State and Local Government |
By David Stokes | Read Time 2 minutes minutes

Greendale, Missouri (population: small) is a St. Louis suburb. Like many cities within St. Louis County, it is very small. It is a nice little place nestled in between cemeteries, parks, a golf course, and a university. Did I mention it has a small population?

The key to successfully operating a small city, town, or village (Greendale is a village) is to not try to do everything yourself. Small towns need to contract out, share services, or privatize as many services as they can. These are valuable strategies for all cities, but they are vital for microcities such as Greendale, Champ, Lichtenstein, or Sealand.

Greendale is reopening its police contract for a nearby department to bid on providing police and court services for the village’s people. I understand those services are currently being provided by Normandy, but best practices are to rebid contracts like this at regular intervals. The most important thing is that Greendale is not attempting to provide its own police services. Whether a neighboring city such as Normandy, the St. Louis County police department, or the new North County police cooperative win the bid is not the point. The point is that Greendale deserves credit for this municipal policing strategy. There are plenty of other towns in Missouri that bid out services, but even more should.

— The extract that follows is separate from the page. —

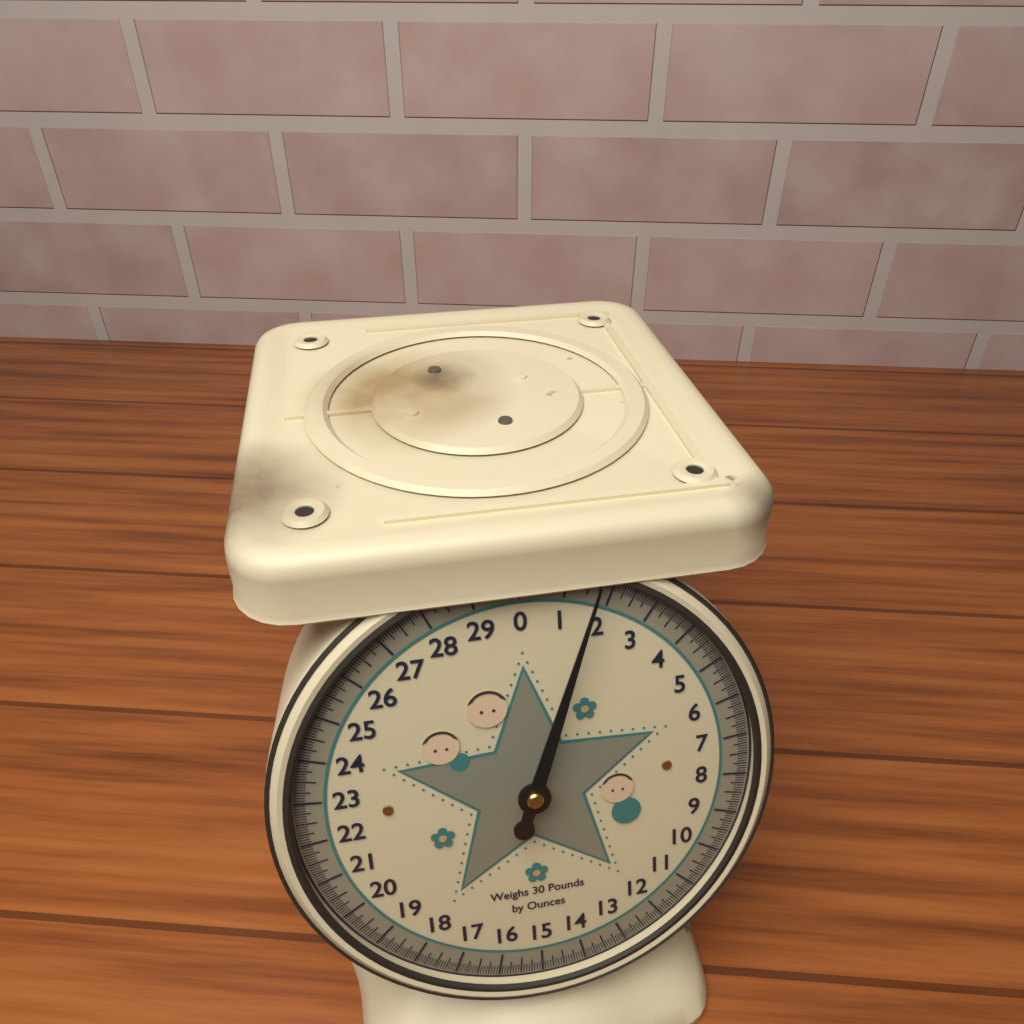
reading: 1.6250 lb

Many people in Warson Woods went nuts when the city proposed merging police services with neighboring Glendale, even though the two towns had shared fire services for decades. That very modest proposal to share services failed. Hopefully, the Greendale plan is the future for St. Louis County instead of the Warson Woods reaction.

About the Author

David Stokes is a St. Louis native and a graduate of Saint Louis University High School and Fairfield (Conn.) University. He spent six years as a political aide at the St. Louis County Council before joining the Show-Me Institute in 2007. Stokes was a policy analyst at the Show-Me Institute from 2007 to 2016. From 2016 through 2020 he was Executive Director of Great Rivers Habitat Alliance, where he led efforts to oppose harmful floodplain developments done with abusive tax subsidies. Stokes rejoined the Institute in early 2021 as the Director of Municipal Policy. He is a past president of the University City Library Board. He served on the St. Louis County 2010 Council Redistricting Commission and was the 2012 representative to the Electoral College from Missouri’s First Congressional District. He lives in University City with his wife and their three children.